The vigil, which begins at 5 p.m.,
will feature speakers and activities that
aim at advocacy and action.
The Homeless Action Committee
will conduct a walking tour of the im-
mediate campus area.
"The tour is going to illustrate the
idea of how definitive decisions made
by the business community and made
by the local government lead to the
causes of homelessness as well as per-
petuate it," Dunn explained.
A variety of speakers will address
homelessness, followed by a perfor-

mance by student vocal group the
Harmonettes. Project SERVE will also
introduce several new programs.
"Interactive Art" will utilize the
talents of those attending the vigil to
spread information abouthomelessness.
The vigil will come to a close with a
candle lighting accompanied by music.
"We're attempting to bring together

students, faculty, community members
- which includes members of the
homeless community - and to get a
community voice," explained Dunn.
"It's hard to smash apathy, and that's
what we're trying to do. I think a lot of
the apathy and indifference is rooted in
the belief that there's nothing we can do
about it.,"

C ohrrection
The driver of the Maize and Blue is Deanna Winton. This was incorrectly reported in Friday's Michigan Daily.

IN THE ARMY,
NURSES AE'T JUST IN DEMAND.
THEY'RE IN COMMAND.
Any nurse who just wants a job can with your level of experience. As
find one. But if you're a nurs- an Army officer, you'll command the
ing student who wants to be in respect you deserve. And with the added
command of your own career, consider benefits only the Army can offer-a $5000
the Army Nurse Corps. You'll be treated as signing bonus, housing allowances and 4
a competent professional, given your own weeks paid vacation-you'll be well in com-
natients and responsibilities commensurate mand of your life.
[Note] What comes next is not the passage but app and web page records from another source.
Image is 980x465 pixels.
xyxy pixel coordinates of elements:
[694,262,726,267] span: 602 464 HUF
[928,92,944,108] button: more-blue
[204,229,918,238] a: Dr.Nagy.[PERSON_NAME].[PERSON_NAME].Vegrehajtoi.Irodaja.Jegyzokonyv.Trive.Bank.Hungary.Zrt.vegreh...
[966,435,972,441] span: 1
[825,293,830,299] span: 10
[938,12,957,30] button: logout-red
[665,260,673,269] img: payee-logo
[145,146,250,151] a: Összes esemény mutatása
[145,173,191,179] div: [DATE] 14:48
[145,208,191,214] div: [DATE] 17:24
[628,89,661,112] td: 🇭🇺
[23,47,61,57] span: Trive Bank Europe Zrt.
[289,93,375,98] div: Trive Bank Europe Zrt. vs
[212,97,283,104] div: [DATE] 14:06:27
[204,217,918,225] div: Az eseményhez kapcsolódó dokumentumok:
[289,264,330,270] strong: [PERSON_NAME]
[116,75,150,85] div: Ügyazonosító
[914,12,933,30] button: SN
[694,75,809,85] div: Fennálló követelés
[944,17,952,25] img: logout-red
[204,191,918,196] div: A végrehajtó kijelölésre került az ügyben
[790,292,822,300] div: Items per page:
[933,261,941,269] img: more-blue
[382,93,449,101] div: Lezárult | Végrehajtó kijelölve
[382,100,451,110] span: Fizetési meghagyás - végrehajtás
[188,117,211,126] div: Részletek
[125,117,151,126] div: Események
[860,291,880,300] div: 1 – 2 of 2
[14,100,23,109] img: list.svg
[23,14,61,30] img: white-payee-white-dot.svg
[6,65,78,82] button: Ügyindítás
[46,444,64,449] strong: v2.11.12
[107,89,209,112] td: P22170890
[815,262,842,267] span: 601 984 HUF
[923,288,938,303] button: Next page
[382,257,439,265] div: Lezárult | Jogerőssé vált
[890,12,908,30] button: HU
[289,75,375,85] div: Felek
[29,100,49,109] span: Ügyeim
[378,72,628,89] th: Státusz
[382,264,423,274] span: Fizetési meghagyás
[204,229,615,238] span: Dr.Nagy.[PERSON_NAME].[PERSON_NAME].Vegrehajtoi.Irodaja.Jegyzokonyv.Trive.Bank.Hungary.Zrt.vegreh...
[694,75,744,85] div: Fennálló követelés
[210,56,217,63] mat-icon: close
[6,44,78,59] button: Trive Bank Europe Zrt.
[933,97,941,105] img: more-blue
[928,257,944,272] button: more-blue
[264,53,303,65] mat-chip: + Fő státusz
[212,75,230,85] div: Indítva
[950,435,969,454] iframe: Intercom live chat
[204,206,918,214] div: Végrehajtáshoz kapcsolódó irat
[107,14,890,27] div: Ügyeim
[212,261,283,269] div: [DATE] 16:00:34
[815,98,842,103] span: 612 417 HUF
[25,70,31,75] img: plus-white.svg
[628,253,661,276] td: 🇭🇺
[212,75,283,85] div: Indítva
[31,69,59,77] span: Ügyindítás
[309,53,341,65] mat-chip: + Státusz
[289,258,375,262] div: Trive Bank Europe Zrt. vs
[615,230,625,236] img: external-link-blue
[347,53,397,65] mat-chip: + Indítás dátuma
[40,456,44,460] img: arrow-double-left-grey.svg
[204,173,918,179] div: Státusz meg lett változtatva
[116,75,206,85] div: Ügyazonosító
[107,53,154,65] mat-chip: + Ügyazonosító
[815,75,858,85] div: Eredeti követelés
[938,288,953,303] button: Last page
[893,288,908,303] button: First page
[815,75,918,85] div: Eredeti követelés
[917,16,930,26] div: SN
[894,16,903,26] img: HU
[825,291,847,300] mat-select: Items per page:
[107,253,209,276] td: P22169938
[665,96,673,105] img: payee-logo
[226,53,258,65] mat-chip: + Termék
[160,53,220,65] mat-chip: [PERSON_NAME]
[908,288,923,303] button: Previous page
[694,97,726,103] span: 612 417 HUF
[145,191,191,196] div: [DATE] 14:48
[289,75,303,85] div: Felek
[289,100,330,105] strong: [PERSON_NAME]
Call 1-800-USA ARMY

Student groups
U Asian Pacific Lesbian-Gay-Bi-
sexual Support Group, weekly
meeting, Michigan Union,
Room 3116, noon
U Association for Computing
Machinery, general meeting,
Electrical Engineering and
Computer Science Building,
Room 1500,7 p.m.
)U Comedy Company Writer's
Meeting, sponsored by UAC,
Michigan Union, Room 2105,
7 p.m.
U ENACT-UM, meeting, Dana
Building, Room 1046,7 p.m.
U Homeless Vigil, sponsored by
DrnnntCTVT.nn#hs .. ....

Boat House, Men 3, 4, and 5
p.m., Women 3:30, 4:30, and
5:30 p.m.
D Shorin-Ryu Karate-Do Club,
beginners welcome, CCRB,
Room 2275, 8:30 p.m.
U Tae Kwon Do Club, training
session, CCRB, Room 2275, 7
p.m.
U Women and Judaism, panel dis-
cussion with representatives
from Reform, Conservative, Or-
thodox, and Humanistic Juda-
ism, Hillel, 7:30 p.m.
Events
U Blood Battle, sponsored by Al-

Commons Room, 4 p.m.
U Opiate Receptors and Behav-
ior, presentation, 1057 MHRI,
Waggoner Room, 4 p.m.
U Science and Tradition in An-
cient Mesopotamia, lecture by
Francesca Rochberg, Frieze
Building, Room 3050, noon
Student services
U Career Planning and Place-
ment, Preparing for the Second
Interview, CP&P, Student Ac-
tivities Building, Room 3200,
4:10p.m.;Georgetown, Colum-
bia, Johns Hopkins, Princeton,
and Tufts universities, Michi-
vnT Tnrn PnndPRnntv 61 ii

t, .,.... ........,k,.,.. ,.r........., ,... ................. ..

ARMY NURSE CORPS. BE ALL YOU CAN BE.